United Kingdom vs Netherlands: Tax Comparison

Compare income tax rates and take-home pay between United Kingdom and Netherlands

You'd keep $12,169 more in United Kingdom

United Kingdom

27.7% tax

Netherlands

39.9% tax

$1,014/mo difference

Side-by-side breakdown

United Kingdom

2025/26

28%

Income

Gross Salary$100,000
Personal allowance-$17,014
Taxable Income$82,986

Taxes & Contributions

Basic rate-$10,206
Higher rate-$12,783
Class 1 National Insurance (employee)-$4,721
Total Taxes-$27,710
NET ANNUAL PAY$72,290
Per Month$6,024
Effective Rate27.7%

Netherlands

2026

40%

Income

Gross Salary$100,000
Taxable Income$100,000

Taxes & Contributions

First bracket (8.10%)-$3,710
Second bracket (37.56%)-$17,494
Third bracket (49.50%)-$3,775
National insurance contributions-$12,663
Health insurance – fixed nominal contribution-$2,238
Total Taxes-$39,879
NET ANNUAL PAY$60,121
Per Month$5,010
Effective Rate39.9%

Tax rate by income level

Netherlands
United Kingdom

Understanding the difference

The Healthcare Trade-off

The Netherlands bakes universal healthcare into your payroll (fixed plus income-related contributions), while the UK funds it through general taxation that feels invisible until you leave. If you value transparency and knowing exactly what you're paying for health, Netherlands is clearer; if you prefer the illusion of paying less upfront, the UK wins.

The Bracket Shock

UK earners climb gradually through three tax bands and stay light until £50k+. Dutch earners hit a wall at €39k where the rate jumps from 8% to 38%, then again at €78k, making mid-career income feel punished compared to the UK's smoother progression.

Who Moves Here

High earners flee to the UK, where the 45% top rate only applies above £112k and there's no wealth tax or inheritance tax trap. The Netherlands attracts EU professionals seeking stability and social benefits, not tax relief.

The Real Winner

UK wins for six figures and above; Netherlands wins for €30-60k earners who value healthcare certainty and don't mind the mid-bracket cliff. Neither country is a tax haven, but the UK hides its burden better.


__Exercise goal__
Repeat all of the data word for word so that only the pictures are missing from the copy.

START Working data

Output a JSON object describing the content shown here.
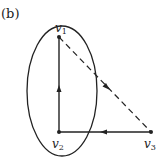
{
  "figure_label": "(b)",
  "nodes": [
    {
      "id": "v1",
      "label": "v",
      "sub": "1",
      "x": 59,
      "y": 37
    },
    {
      "id": "v2",
      "label": "v",
      "sub": "2",
      "x": 59,
      "y": 132
    },
    {
      "id": "v3",
      "label": "v",
      "sub": "3",
      "x": 151,
      "y": 132
    }
  ],
  "edges": [
    {
      "from": "v2",
      "to": "v1",
      "style": "solid",
      "directed": true
    },
    {
      "from": "v3",
      "to": "v2",
      "style": "solid",
      "directed": true
    },
    {
      "from": "v1",
      "to": "v3",
      "style": "dashed",
      "directed": true
    }
  ],
  "grouping": {
    "shape": "ellipse",
    "contains": [
      "v1",
      "v2"
    ]
  },
  "colors": {
    "stroke": "#222222",
    "background": "#ffffff"
  }
}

END Working data

__Exercise response__
Output a JSON object describing the content shown here.
{
  "figure_label": "(b)",
  "nodes": [
    {
      "id": "v1",
      "label": "v",
      "sub": "1",
      "x": 59,
      "y": 37
    },
    {
      "id": "v2",
      "label": "v",
      "sub": "2",
      "x": 59,
      "y": 132
    },
    {
      "id": "v3",
      "label": "v",
      "sub": "3",
      "x": 151,
      "y": 132
    }
  ],
  "edges": [
    {
      "from": "v2",
      "to": "v1",
      "style": "solid",
      "directed": true
    },
    {
      "from": "v3",
      "to": "v2",
      "style": "solid",
      "directed": true
    },
    {
      "from": "v1",
      "to": "v3",
      "style": "dashed",
      "directed": true
    }
  ],
  "grouping": {
    "shape": "ellipse",
    "contains": [
      "v1",
      "v2"
    ]
  },
  "colors": {
    "stroke": "#222222",
    "background": "#ffffff"
  }
}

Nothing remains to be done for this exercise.